Climate resilient and environmentally sustainable transport infrastructure, with a focus on inland waterways

< Back

Open Call Reference: HORIZON-CL5-2021-D6-01-09

Introduction

Transport infrastructure is vulnerable to climate change and other natural or human caused disruptions. Maintaining an elevated infrastructure reliability and performance is crucial for increasing the resilience of the transport system. For example, low or excessive precipitations and extreme temperatures put a strain on transport infrastructure, lowering its performance and capacity, exacerbating its vulnerabilities and raising safety concerns. At the same time when focusing at a resilient and performing transport infrastructure its environmental footprint, resource and material consumption and habitat fragmentation and biodiversity degradation should be reduced to a minimum. The goal is smart, green, sustainable, climate-resilient and biodiversity friendly infrastructure.

Scope

– Ensure navigability for inland waterways by assuring at least 50% capacity during extreme weather events.

– Enhance land/sea/infrastructure resilience to extreme weather and human caused events by assuring at least 80% capacity at network level during the disruptions.

– Contribute with at least a 20% increase in modal shift to the sustainability of transport systems.

– Ensure resilience and smooth functioning of passenger mobility as well as freight transport and logistics networks operating on these infrastructures.

– Increase the use of recycled materials within or across transport modes by at least 30%.

– Reduce environmental impact (emissions, soil/water pollution, degradation of ecosystems and fragmentation of habitats) during construction, maintenance, operation and decommissioning of the infrastructure in line with the EU environmental legislation.

Objectives

– Solutions for ensuring the performance of inland waterways during periods of low or high water levels
– Solutions for ensuring the performance and safety of land transport infrastructure and ports during extreme weather and man-made events.
– Building on state-of-the-art solutions for surveillance and prediction of climate change effects, and identification of infrastructure points vulnerable to climate change.
– Design of standard, modular infrastructure elements for rapid deployment after disruptive events in order to increase the capacity of the transport network or create new provisional links as a temporary measure until the transport network recovers its normal capacity.
– Development of new governance models that enable cooperation across institutional, modal and national boundaries.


• GOAL OF THE EXERCISE
Could you copy out all the lines in the material below where the word "Abundance" occurs?

• WORKING DATA
=== Section Start ===
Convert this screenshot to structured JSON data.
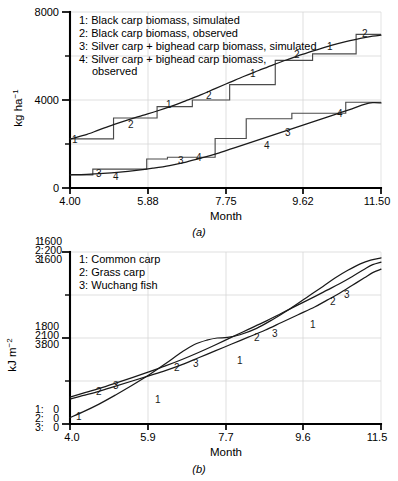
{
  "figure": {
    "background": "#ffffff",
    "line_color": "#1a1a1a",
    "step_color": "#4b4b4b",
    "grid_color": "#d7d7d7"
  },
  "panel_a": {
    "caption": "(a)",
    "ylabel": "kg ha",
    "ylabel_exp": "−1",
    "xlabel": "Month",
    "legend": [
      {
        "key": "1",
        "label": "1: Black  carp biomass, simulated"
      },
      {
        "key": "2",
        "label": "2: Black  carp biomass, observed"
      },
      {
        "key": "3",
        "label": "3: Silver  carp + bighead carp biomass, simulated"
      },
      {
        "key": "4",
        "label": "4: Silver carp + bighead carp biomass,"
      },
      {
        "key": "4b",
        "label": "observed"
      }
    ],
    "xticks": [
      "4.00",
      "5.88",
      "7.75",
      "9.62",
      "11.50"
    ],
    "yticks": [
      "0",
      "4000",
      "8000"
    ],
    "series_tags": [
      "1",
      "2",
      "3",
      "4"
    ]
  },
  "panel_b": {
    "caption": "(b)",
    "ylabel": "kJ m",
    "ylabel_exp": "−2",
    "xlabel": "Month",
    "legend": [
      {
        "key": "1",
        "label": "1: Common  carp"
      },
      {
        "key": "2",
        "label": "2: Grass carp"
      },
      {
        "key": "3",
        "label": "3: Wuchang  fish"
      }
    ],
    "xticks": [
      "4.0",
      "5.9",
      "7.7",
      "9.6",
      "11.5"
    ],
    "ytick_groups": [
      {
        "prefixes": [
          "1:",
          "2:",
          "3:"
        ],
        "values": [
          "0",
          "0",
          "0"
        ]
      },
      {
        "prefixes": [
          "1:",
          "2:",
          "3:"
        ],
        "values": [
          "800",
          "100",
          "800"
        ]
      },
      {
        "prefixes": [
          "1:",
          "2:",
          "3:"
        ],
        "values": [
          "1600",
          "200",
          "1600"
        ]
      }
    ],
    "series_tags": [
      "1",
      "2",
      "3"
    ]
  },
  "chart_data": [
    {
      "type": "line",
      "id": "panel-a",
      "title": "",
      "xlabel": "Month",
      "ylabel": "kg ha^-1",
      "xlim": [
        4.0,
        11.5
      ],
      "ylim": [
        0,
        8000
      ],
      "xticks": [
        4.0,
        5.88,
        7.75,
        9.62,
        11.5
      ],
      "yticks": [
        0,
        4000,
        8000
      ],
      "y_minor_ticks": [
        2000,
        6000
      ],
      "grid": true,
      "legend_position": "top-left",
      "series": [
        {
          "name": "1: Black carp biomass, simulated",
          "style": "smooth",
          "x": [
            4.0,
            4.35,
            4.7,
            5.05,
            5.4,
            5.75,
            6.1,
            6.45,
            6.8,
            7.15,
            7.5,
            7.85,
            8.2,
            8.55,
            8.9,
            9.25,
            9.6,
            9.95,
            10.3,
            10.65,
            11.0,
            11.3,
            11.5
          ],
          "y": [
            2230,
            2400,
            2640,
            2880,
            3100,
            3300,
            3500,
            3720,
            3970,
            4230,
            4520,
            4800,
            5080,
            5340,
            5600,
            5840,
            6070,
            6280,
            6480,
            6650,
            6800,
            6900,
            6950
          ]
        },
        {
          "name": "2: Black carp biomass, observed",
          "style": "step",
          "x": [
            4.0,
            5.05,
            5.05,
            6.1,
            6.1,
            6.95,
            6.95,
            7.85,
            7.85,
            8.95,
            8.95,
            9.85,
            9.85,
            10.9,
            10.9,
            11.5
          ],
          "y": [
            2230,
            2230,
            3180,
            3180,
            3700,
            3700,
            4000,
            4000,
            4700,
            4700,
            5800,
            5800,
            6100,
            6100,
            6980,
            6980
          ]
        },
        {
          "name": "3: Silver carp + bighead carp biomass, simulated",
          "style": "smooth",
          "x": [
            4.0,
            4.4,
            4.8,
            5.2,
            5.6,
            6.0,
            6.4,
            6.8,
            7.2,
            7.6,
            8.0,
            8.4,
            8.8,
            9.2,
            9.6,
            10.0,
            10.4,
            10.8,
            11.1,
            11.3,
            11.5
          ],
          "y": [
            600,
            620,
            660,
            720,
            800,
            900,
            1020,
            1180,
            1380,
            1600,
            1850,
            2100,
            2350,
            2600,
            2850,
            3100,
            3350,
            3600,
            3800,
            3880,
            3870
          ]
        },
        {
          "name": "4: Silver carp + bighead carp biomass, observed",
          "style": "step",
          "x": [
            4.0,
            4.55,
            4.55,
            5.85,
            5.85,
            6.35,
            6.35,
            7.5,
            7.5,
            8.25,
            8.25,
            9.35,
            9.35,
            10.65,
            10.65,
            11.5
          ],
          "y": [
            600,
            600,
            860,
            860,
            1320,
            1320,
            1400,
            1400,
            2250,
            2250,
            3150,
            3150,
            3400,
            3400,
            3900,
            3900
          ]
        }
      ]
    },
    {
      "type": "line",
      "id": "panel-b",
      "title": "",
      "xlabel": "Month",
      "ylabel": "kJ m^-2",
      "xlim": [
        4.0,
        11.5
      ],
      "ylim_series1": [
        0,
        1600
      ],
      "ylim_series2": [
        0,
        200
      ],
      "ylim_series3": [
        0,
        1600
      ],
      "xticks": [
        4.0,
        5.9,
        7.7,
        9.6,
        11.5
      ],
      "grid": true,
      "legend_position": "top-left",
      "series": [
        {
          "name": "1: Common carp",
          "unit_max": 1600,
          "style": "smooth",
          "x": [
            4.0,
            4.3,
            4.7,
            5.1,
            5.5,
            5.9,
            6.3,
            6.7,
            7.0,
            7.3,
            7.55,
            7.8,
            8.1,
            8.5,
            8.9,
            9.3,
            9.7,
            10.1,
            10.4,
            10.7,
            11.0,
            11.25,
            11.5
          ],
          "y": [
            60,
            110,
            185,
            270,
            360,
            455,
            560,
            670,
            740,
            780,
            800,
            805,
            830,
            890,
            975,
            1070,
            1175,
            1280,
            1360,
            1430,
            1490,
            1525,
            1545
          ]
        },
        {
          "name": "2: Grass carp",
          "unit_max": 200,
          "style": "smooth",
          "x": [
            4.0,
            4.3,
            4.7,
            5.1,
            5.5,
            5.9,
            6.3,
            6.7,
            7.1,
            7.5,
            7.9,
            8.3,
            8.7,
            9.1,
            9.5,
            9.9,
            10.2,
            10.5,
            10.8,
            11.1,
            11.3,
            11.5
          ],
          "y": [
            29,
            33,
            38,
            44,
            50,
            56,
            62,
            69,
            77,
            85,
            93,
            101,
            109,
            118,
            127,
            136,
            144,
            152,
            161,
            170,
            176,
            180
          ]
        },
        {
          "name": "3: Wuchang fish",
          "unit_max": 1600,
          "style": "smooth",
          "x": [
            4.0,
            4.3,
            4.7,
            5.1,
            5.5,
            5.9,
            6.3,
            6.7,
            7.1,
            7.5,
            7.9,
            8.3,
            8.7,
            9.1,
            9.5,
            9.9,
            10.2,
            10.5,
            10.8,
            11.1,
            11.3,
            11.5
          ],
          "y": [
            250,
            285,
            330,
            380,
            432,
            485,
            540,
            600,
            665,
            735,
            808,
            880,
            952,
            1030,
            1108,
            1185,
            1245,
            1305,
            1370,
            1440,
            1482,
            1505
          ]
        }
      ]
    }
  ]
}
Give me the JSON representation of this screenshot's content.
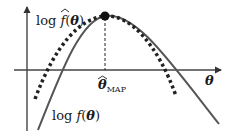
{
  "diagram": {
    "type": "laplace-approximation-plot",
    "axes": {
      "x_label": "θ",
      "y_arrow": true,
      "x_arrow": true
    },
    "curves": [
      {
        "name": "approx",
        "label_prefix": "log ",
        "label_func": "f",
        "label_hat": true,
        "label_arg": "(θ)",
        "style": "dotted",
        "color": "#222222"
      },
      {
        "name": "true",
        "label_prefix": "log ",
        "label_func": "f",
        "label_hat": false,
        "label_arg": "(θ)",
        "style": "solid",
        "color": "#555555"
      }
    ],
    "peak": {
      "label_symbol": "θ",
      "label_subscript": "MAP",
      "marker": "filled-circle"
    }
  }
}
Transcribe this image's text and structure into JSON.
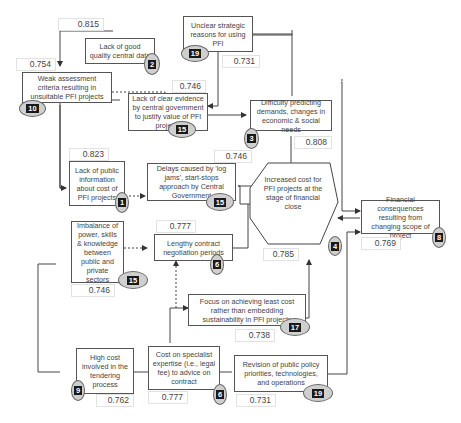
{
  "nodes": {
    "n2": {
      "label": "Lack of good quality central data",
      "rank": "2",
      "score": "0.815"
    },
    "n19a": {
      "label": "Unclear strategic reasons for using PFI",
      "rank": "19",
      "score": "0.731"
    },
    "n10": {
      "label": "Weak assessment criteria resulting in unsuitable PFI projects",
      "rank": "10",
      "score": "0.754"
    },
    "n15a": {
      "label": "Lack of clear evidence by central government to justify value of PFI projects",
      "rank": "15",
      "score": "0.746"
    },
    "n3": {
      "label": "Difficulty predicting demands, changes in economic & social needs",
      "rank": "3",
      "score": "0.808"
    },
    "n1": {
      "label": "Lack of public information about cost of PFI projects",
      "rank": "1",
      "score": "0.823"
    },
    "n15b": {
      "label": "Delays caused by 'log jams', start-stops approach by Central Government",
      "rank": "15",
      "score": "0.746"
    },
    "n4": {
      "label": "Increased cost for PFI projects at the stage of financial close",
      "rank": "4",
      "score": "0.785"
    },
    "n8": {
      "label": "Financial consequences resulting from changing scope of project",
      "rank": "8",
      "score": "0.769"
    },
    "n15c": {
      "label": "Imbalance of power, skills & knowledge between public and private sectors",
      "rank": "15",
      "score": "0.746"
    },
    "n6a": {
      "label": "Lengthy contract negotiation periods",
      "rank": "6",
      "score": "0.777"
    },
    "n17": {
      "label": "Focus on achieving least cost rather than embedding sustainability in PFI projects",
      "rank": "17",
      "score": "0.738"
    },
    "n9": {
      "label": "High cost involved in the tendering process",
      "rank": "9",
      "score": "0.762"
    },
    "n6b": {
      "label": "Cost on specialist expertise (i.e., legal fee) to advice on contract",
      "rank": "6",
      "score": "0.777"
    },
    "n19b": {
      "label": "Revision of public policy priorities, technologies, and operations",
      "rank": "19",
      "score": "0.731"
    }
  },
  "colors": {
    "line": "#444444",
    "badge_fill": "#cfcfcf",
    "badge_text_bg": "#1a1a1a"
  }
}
=== Section End ===
=== Section Start ===
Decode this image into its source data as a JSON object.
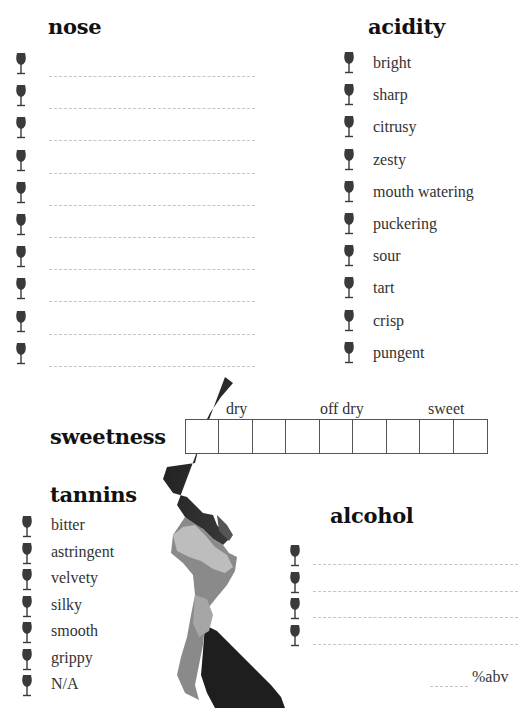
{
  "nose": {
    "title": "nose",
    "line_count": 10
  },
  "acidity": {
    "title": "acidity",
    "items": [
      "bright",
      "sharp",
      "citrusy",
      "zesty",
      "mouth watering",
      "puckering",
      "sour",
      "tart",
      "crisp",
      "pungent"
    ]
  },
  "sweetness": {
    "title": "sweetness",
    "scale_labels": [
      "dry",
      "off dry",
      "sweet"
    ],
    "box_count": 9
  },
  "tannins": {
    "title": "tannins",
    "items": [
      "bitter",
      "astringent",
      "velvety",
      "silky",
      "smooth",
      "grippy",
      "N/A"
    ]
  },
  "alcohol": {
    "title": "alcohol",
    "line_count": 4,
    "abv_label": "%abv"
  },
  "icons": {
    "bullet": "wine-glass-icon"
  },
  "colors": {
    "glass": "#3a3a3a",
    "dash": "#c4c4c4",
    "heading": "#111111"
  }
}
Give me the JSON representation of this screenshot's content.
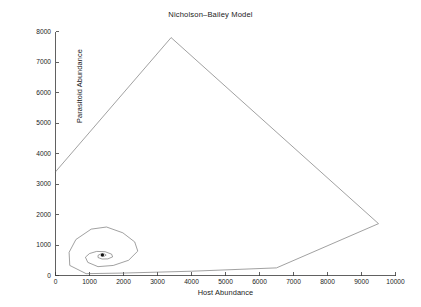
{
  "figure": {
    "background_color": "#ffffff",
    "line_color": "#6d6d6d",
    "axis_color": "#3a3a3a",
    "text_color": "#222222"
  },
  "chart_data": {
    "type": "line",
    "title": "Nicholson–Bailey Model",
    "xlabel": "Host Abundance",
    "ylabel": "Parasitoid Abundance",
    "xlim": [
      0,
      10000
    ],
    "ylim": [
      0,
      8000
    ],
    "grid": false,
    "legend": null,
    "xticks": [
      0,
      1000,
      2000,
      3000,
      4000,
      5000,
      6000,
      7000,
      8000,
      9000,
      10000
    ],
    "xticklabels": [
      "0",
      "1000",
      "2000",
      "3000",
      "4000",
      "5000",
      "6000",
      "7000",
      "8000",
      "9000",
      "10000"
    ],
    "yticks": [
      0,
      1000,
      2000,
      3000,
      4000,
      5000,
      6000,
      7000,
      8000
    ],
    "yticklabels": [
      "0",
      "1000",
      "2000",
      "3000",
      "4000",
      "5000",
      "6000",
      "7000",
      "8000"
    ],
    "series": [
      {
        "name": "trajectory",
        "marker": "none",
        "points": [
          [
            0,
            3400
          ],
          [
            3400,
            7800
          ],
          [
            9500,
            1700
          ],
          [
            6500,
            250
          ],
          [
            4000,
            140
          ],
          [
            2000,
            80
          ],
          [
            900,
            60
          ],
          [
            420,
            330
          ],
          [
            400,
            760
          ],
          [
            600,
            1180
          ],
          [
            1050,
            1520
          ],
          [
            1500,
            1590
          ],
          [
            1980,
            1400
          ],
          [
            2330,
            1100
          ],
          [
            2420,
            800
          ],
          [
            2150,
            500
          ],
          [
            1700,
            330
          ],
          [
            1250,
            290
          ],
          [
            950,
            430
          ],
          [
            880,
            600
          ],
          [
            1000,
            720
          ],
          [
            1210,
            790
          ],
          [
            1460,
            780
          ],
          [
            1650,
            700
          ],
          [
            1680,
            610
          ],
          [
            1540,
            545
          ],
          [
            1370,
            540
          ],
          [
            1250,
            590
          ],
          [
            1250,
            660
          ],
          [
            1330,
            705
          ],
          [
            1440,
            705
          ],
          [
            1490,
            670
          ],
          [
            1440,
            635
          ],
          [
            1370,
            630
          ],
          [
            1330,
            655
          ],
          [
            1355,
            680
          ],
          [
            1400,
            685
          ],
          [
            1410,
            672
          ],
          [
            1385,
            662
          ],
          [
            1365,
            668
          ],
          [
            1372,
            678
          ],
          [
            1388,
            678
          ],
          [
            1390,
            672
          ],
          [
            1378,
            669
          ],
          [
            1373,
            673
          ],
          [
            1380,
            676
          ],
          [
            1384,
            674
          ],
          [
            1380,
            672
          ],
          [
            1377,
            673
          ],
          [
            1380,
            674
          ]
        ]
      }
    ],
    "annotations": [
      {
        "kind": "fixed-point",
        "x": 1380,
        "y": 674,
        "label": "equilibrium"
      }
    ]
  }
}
=== Section End ===
• THE ANSWER
    "xlabel": "Host Abundance",
    "ylabel": "Parasitoid Abundance",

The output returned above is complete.